No wonder the album took a long time to finish. A couple factors converged to finally get it done. Granduciel knew he was going to be touring with Kurt Vile in the summer, and the War on Drugs scheduled a tour opening for Destroyer for the spring, so they needed to finish the album by March. Co-producer Jeff Zeigler, who'd also co-produced Wagonwheel with Granduciel and Vile, was crucial in the final stages, says Granduciel.
"He did some recording of it over the years, but the last six to eight months when I was super-confused, he was like, Dude, let's finish this record. I know it's close. So, we worked on it pretty much from September through March, we just buckled down and finished."
And finishing meant not only completing the recording of individual songs but connecting the dots between them.
The War on Drugs - Come to the City by yvynyl
"Some cool stuff happened at the very end when we were putting it all together," says Granduciel. "I had ‘Your Love Is Calling My Name' and ‘Come To The City', and then ‘The Animator' that goes in between them was just something I was working on, but it was going to go behind ‘Come To The City' because it was in the same key. And I just kind of off-set it and made it its own thing and went, Oh sweet, we can link these three songs together. Then we looked at the whole twelve-minute thing and went through and made it so it didn't seem like it was just three segues. It wasn't a sequencing thing like where they were all done and we just cross-faded. We saw the possibility, and then approached the whole thing as if we were working on one song, which was awesome."

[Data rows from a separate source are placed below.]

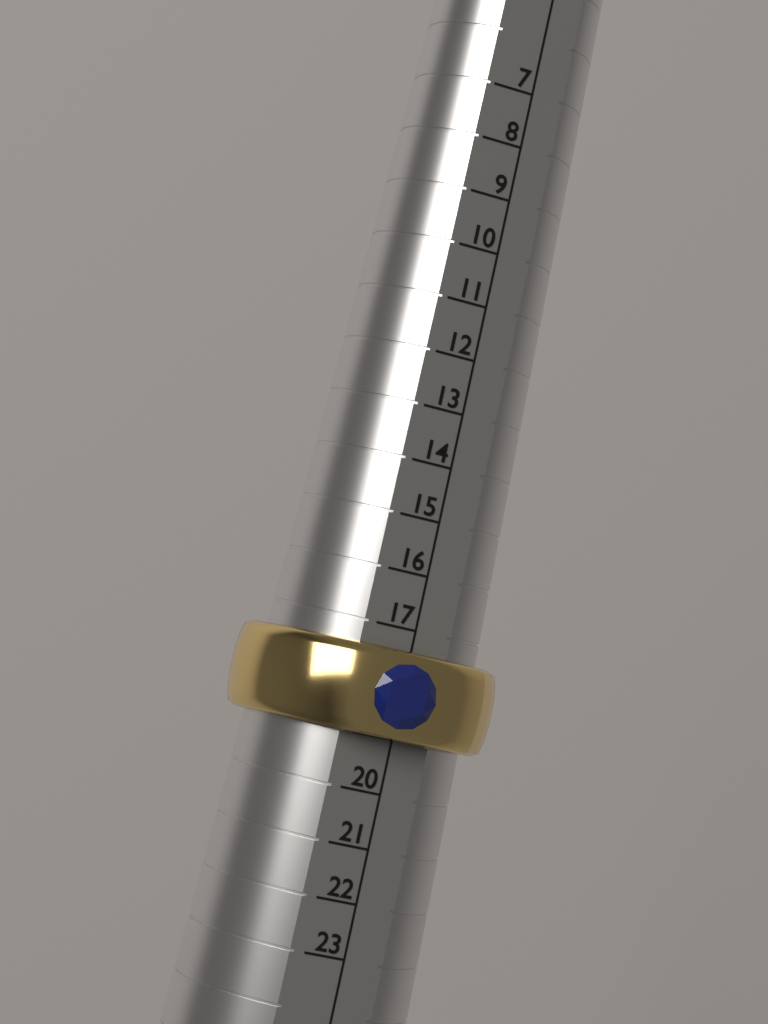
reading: 19 (no unit)
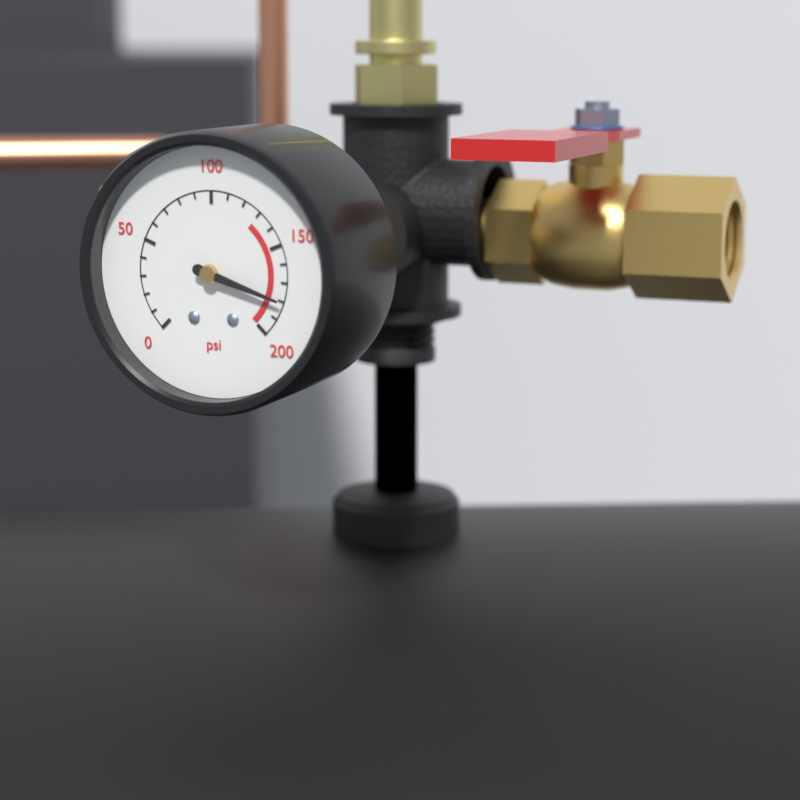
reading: 180 psi
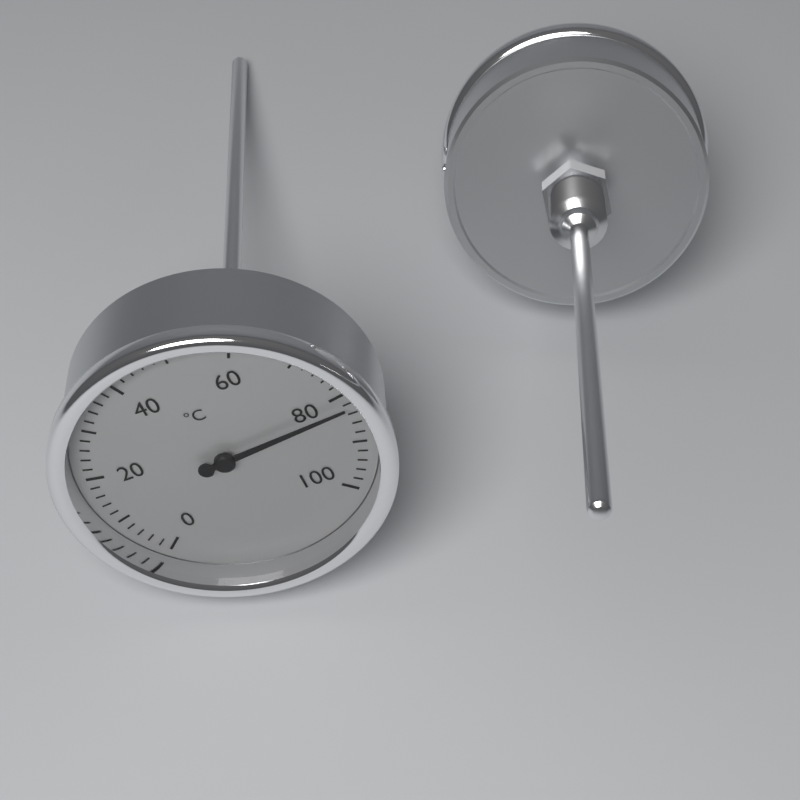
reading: 82 °C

And that resulted in the awesomeness of Slave Ambient as a whole.
"It's great that it's reaching a lot of people and that people are coming out to see us. It's exciting for me and I think it's exciting for the other guys. Maybe year ago the record was in a strange place, but now it's out and to see people responding to it, it's great, it's awesome."
The War On Drugs are currently on tour in Europe. The U.S. tour resumes again in mid-October. View dates at the official website.